Orlando Sentinel

Using arts, veterans share their stories

- By Matthew J. Palm

When U.S. Army veteran Marielys Camancho-Reyes heard about the “Vet Voices” theater program, she was intrigued. But also a little apprehensi­ve.

“I don’t act, I don’t sing, I don’t dance,” said Camancho-Reyes, who left the Army in 2012 as a staff sergeant.

“I thought, ‘I would love to be part of this. I don’t know how, but I want to be part of it.”

On Saturday, Camancho-Reyes and nine other vets will take to the stage for a free performanc­e, sharing their stories as the culminatio­n of the program’s first installmen­t. Run by TheatreWor­ks Florida in Davenport, the 10 weeks of “Vet Voices” sessions were funded in part by the National Endowment for the Arts.

“They put us through improv training, they asked us to write monologues,” Camancho-Reyes said. “We had all kinds of exercises to take us out of comfort zones.”

Scott Cook, artistic director of TheatreWor­ks Florida, said the program was adapted to meet the skills — or lack of skills — of the participan­ts. Spanning six decades in age, the veterans came from the Army, Air Force, Navy and Marines; much like planning a military action, the common goal of putting on a show brought them together.

“I see vets all the same, whether they’re 100 or 18,” said participan­t Timothy Snipes, a Marines corporal who served from 2005-09. “We’ve fought in different wars or seen different stuff, but we are the same.”

The theater arts helped Snipes and his colleagues open up about difficult experience­s.

“For me, it was about finding that outlet. It’s therapeuti­c,” Snipes said. “I get to express myself in ways I didn’t even know I could.”

Returning to civilian life can be difficult — especially when the armed forces teach members to bury their emotions in the heat of battle.

“It was a very hard transition,” Snipes said. “It still is.”

He volunteere­d to serve in Iraq.

“My Marine brothers were deploying there, and they were my best friends,” said Snipes, who would survive a plane crash. “I knew I was in a place I needed to be. But it was definitely a bad place.”

At Saturday’s show, which will run less than an hour, he’ll deliver a monologue and also perform with other veterans.

Camancho-Reyes, who is married to a fellow veteran, will speak about military wives in one of her segments.

“They are as much heroes as the soldiers,” she said. “They aren’t on the same mission, but they are fighting the same war.”

Key to the program’s success, Cook said, was creating a “safe space” for the veterans to open up.

“Watching where they have come from on day one to now has been amazing,” he said.

Camancho-Reyes has seen a change in herself.

“If you asked me three months ago, could you do something like this, I would have said no,” she said. “I would never have talked in front of an audience, especially about something so close to my life.”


• Work request: Lines containing the word "minus" are to be copied from the data below.

[Figure dataset records]
------------------------------------------------------------
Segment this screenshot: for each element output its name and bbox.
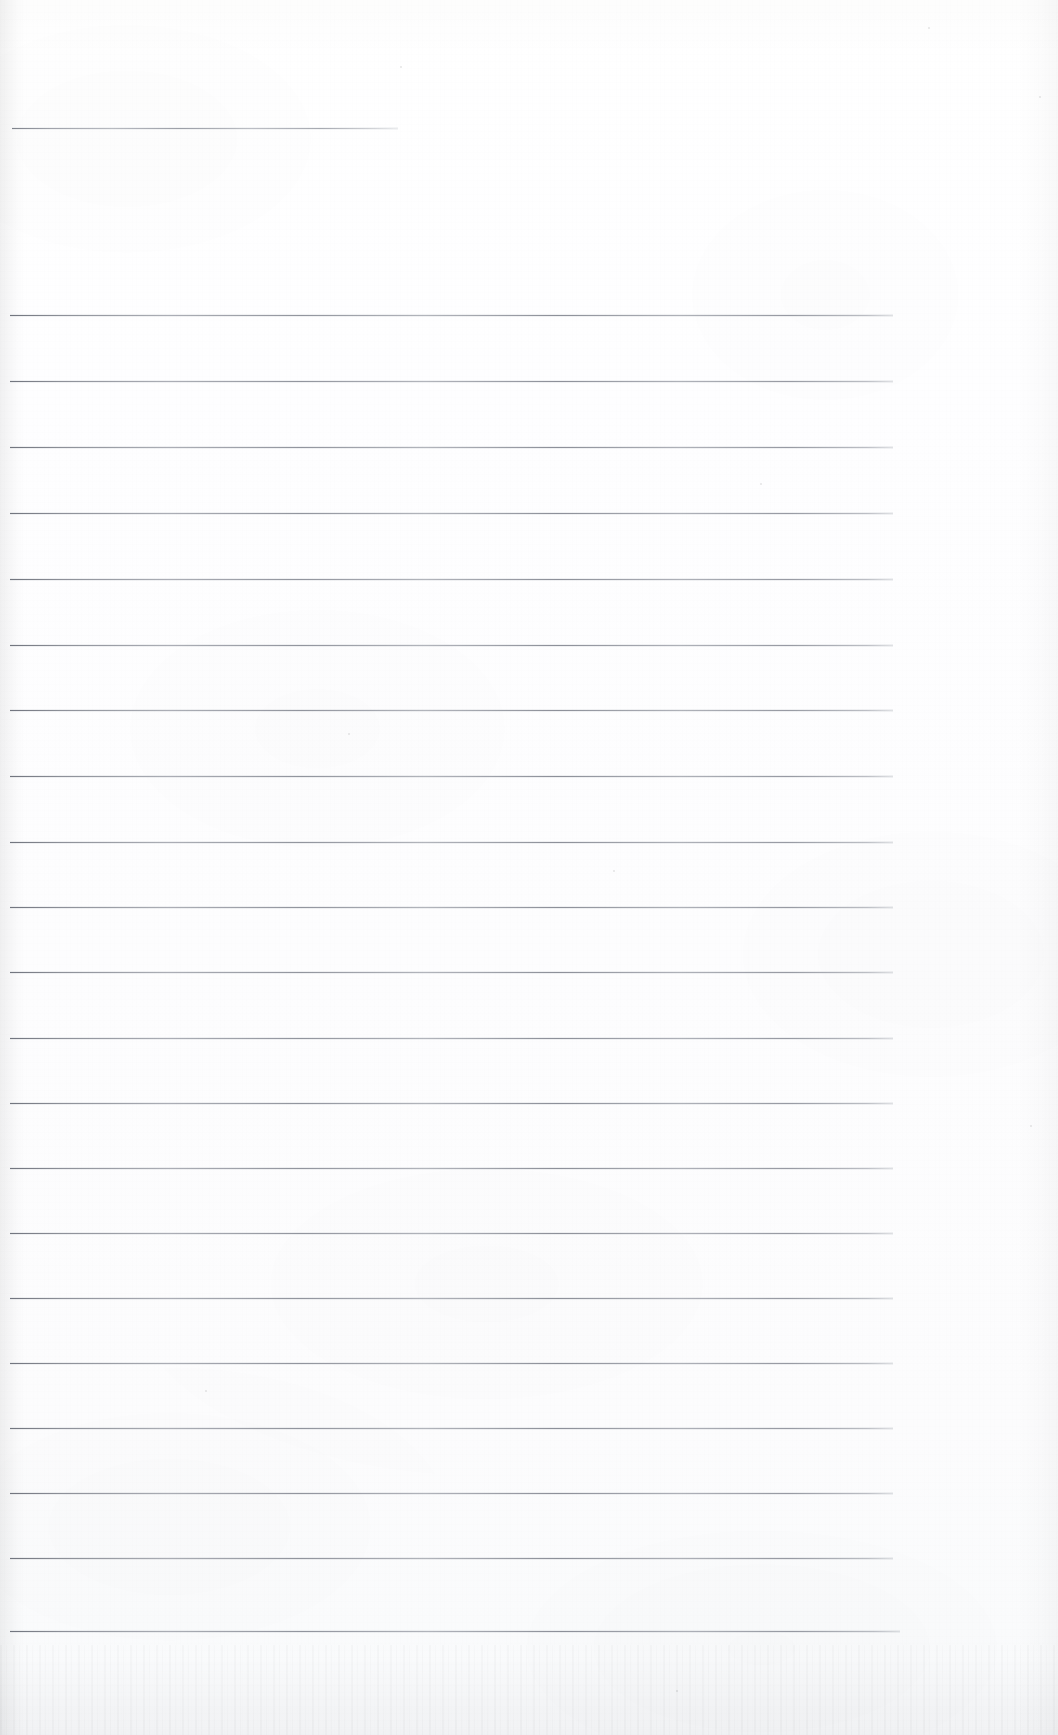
- scan-speck: [760, 483, 762, 485]
- scan-speck: [205, 1390, 207, 1392]
- scan-speck: [348, 733, 350, 735]
- scan-speck: [676, 1690, 678, 1692]
- scan-speck: [928, 27, 930, 29]
- scan-speck: [1030, 1125, 1032, 1127]
- scan-speck: [400, 66, 402, 68]
- scan-specks-layer: [0, 0, 1058, 1735]
- scan-speck: [613, 870, 615, 872]
- scanned-page: [0, 0, 1058, 1735]
- scan-speck: [1039, 96, 1041, 98]
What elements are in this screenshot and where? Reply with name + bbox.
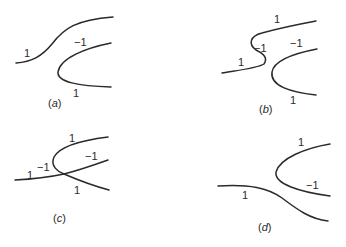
figure-diagram: 1 −1 1 (a) 1 −1 1 −1 1 (b) 1 −1 −1 1 1 (… (0, 0, 346, 247)
panel-a-label-upper-left: 1 (24, 47, 30, 59)
panel-a-label-lower: 1 (73, 87, 79, 99)
panel-b-label-right-minus: −1 (290, 37, 303, 49)
panel-c-label-bottom: 1 (74, 184, 80, 196)
panel-a: 1 −1 1 (a) (16, 17, 113, 109)
panel-d-upper-curve (276, 144, 330, 196)
panel-d-label-lower: 1 (242, 189, 248, 201)
panel-a-label-middle: −1 (74, 36, 87, 48)
panel-a-upper-curve (16, 17, 113, 63)
panel-b-label-top: 1 (274, 13, 280, 25)
panel-c: 1 −1 −1 1 1 (c) (15, 132, 109, 224)
panel-d: 1 −1 1 (d) (218, 136, 330, 233)
panel-c-c-curve (53, 137, 109, 190)
panel-c-label-right-minus: −1 (85, 150, 98, 162)
panel-c-caption: (c) (53, 212, 66, 224)
panel-c-label-left-minus: −1 (37, 161, 50, 173)
panel-c-label-left: 1 (27, 169, 33, 181)
panel-c-label-top: 1 (69, 132, 75, 144)
panel-a-lower-curve (58, 43, 111, 87)
panel-a-caption: (a) (48, 97, 61, 109)
panel-d-caption: (d) (258, 221, 271, 233)
panel-b-label-inner-minus: −1 (254, 42, 267, 54)
panel-b: 1 −1 1 −1 1 (b) (222, 13, 317, 115)
panel-b-lower-curve (272, 49, 317, 95)
panel-d-label-top: 1 (298, 136, 304, 148)
panel-b-label-bottom: 1 (290, 94, 296, 106)
panel-b-label-left: 1 (238, 56, 244, 68)
panel-d-label-minus: −1 (306, 179, 319, 191)
panel-b-caption: (b) (259, 103, 272, 115)
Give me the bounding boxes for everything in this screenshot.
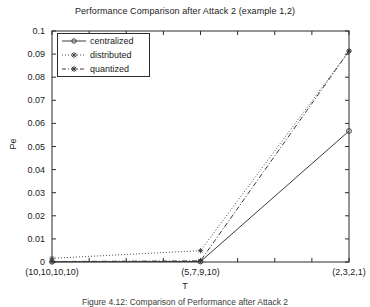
x-tick-label: (2,3,2,1): [332, 267, 366, 277]
legend-label-quantized: quantized: [90, 62, 129, 76]
legend: centralized distributed: [57, 33, 150, 77]
y-tick-label: 0.05: [5, 142, 45, 152]
legend-item-distributed: distributed: [58, 48, 149, 62]
y-tick-label: 0.04: [5, 165, 45, 175]
y-tick-label: 0.02: [5, 211, 45, 221]
y-tick-label: 0: [5, 257, 45, 267]
series-distributed: [49, 48, 351, 260]
legend-label-distributed: distributed: [90, 48, 132, 62]
legend-item-centralized: centralized: [58, 34, 149, 48]
legend-marker-quantized: [60, 62, 90, 76]
series-centralized: [50, 129, 352, 265]
legend-marker-centralized: [60, 34, 90, 48]
series-quantized: [49, 48, 351, 264]
x-tick-label: (5,7,9,10): [181, 267, 220, 277]
y-tick-label: 0.09: [5, 49, 45, 59]
legend-marker-distributed: [60, 48, 90, 62]
y-tick-label: 0.06: [5, 118, 45, 128]
y-tick-label: 0.07: [5, 95, 45, 105]
data-series-layer: [49, 48, 351, 264]
y-tick-label: 0.03: [5, 188, 45, 198]
legend-item-quantized: quantized: [58, 62, 149, 76]
x-tick-label: (10,10,10,10): [25, 267, 79, 277]
figure-caption: Figure 4.12: Comparison of Performance a…: [0, 297, 370, 307]
y-tick-label: 0.1: [5, 26, 45, 36]
legend-label-centralized: centralized: [90, 34, 134, 48]
y-tick-label: 0.01: [5, 234, 45, 244]
y-tick-label: 0.08: [5, 72, 45, 82]
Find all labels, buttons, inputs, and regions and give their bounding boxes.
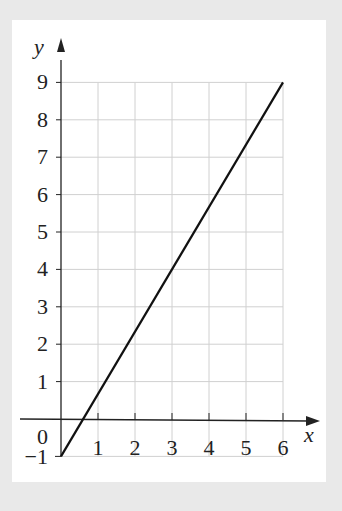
x-axis-label: x: [303, 422, 314, 447]
x-tick-label: 3: [167, 435, 178, 460]
y-axis-arrow-icon: [57, 38, 65, 52]
line-chart: 123456987654321−10yx: [0, 0, 342, 511]
x-axis: [20, 419, 310, 421]
x-tick-label: 2: [130, 435, 141, 460]
y-tick-label: 5: [37, 219, 48, 244]
y-tick-label: 1: [37, 369, 48, 394]
x-tick-label: 1: [93, 435, 104, 460]
y-tick-label: 8: [37, 107, 48, 132]
y-tick-label: 6: [37, 182, 48, 207]
origin-label: 0: [37, 424, 48, 449]
y-tick-label: 3: [37, 294, 48, 319]
y-tick-label: 4: [37, 256, 48, 281]
y-axis-label: y: [32, 34, 44, 59]
x-tick-label: 5: [241, 435, 252, 460]
x-tick-label: 6: [278, 435, 289, 460]
y-tick-label: 7: [37, 144, 48, 169]
x-tick-label: 4: [204, 435, 215, 460]
y-tick-label: 2: [37, 331, 48, 356]
y-tick-label: 9: [37, 69, 48, 94]
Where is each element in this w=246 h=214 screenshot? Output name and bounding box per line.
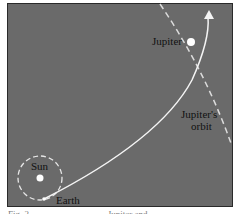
earth-dot (42, 197, 46, 201)
trajectory-diagram (0, 0, 246, 214)
trajectory-arrowhead-icon (204, 10, 214, 19)
figure-caption: Fig. 2 Jupiter and (8, 209, 148, 214)
jupiter-label: Jupiter (152, 35, 182, 47)
jupiters-orbit-label-line2: orbit (191, 120, 212, 132)
sun-label: Sun (31, 160, 48, 172)
jupiter-dot (187, 38, 195, 46)
jupiters-orbit-label-line1: Jupiter's (181, 108, 217, 120)
earth-label: Earth (56, 194, 80, 206)
sun-dot (37, 175, 44, 182)
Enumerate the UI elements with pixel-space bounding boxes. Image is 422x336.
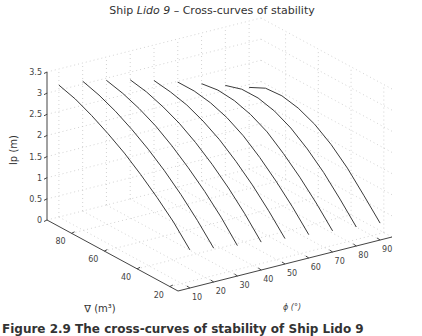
x-tick [258, 268, 261, 270]
grid-line [47, 18, 261, 72]
y-tick [170, 285, 173, 287]
y-tick [72, 232, 75, 234]
x-tick-label: 50 [287, 269, 297, 278]
grid-line [225, 175, 356, 246]
x-tick-label: 80 [358, 251, 368, 260]
grid-line [47, 124, 261, 178]
x-tick [330, 250, 333, 252]
y-tick-label: 60 [88, 255, 98, 264]
x-tick-label: 60 [311, 263, 321, 272]
stability-curve-phi-30 [106, 80, 237, 245]
x-tick-label: 70 [335, 257, 345, 266]
grid-line [261, 60, 392, 131]
x-tick [234, 274, 237, 276]
z-tick-label: 0 [37, 216, 42, 225]
y-tick [104, 250, 107, 252]
z-axis-label: lp (m) [8, 135, 19, 165]
x-axis-label: ϕ (°) [283, 303, 301, 312]
grid-line [261, 39, 392, 110]
z-tick-label: 0.5 [29, 195, 42, 204]
grid-line [249, 169, 380, 240]
x-tick [211, 280, 214, 282]
grid-line [261, 145, 392, 216]
y-axis-label: ∇ (m³) [83, 303, 116, 314]
grid-line [178, 187, 309, 258]
figure-caption: Figure 2.9 The cross-curves of stability… [2, 322, 364, 336]
grid-line [261, 124, 392, 195]
x-tick [282, 262, 285, 264]
x-tick-label: 40 [263, 275, 273, 284]
x-tick-label: 30 [239, 281, 249, 290]
x-tick-label: 90 [382, 245, 392, 254]
z-tick [44, 220, 47, 222]
x-tick-label: 10 [192, 293, 202, 302]
grid-line [106, 205, 237, 276]
z-tick-label: 1 [37, 174, 42, 183]
y-tick [137, 267, 140, 269]
z-tick-label: 3.5 [29, 68, 42, 77]
x-tick [353, 244, 356, 246]
chart-title: Ship Lido 9 – Cross-curves of stability [109, 4, 315, 17]
grid-line [137, 215, 351, 269]
x-tick [306, 256, 309, 258]
grid-line [83, 211, 214, 282]
grid-line [154, 193, 285, 264]
grid-line [261, 18, 392, 89]
y-tick-label: 20 [154, 291, 164, 300]
grid-line [130, 199, 261, 270]
y-axis [47, 220, 178, 291]
grid-line [47, 39, 261, 93]
stability-curve-phi-10 [59, 85, 190, 250]
stability-curve-phi-20 [83, 81, 214, 248]
stability-curve-phi-90 [249, 87, 380, 223]
z-tick-label: 2.5 [29, 110, 42, 119]
x-tick-label: 20 [216, 287, 226, 296]
y-tick-label: 40 [121, 273, 131, 282]
y-tick-label: 80 [55, 237, 65, 246]
z-tick-label: 2 [37, 131, 42, 140]
z-tick-label: 1.5 [29, 153, 42, 162]
x-tick [377, 238, 380, 240]
z-tick-label: 3 [37, 89, 42, 98]
x-tick [187, 286, 190, 288]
------------------------------------------------------------
• Reply to the exercise:
panel-b-label-right-minus: −1 (290, 37, 303, 49)
panel-c-label-right-minus: −1 (85, 150, 98, 162)
panel-c-label-left-minus: −1 (37, 161, 50, 173)
panel-b-label-inner-minus: −1 (254, 42, 267, 54)
panel-d-label-minus: −1 (306, 179, 319, 191)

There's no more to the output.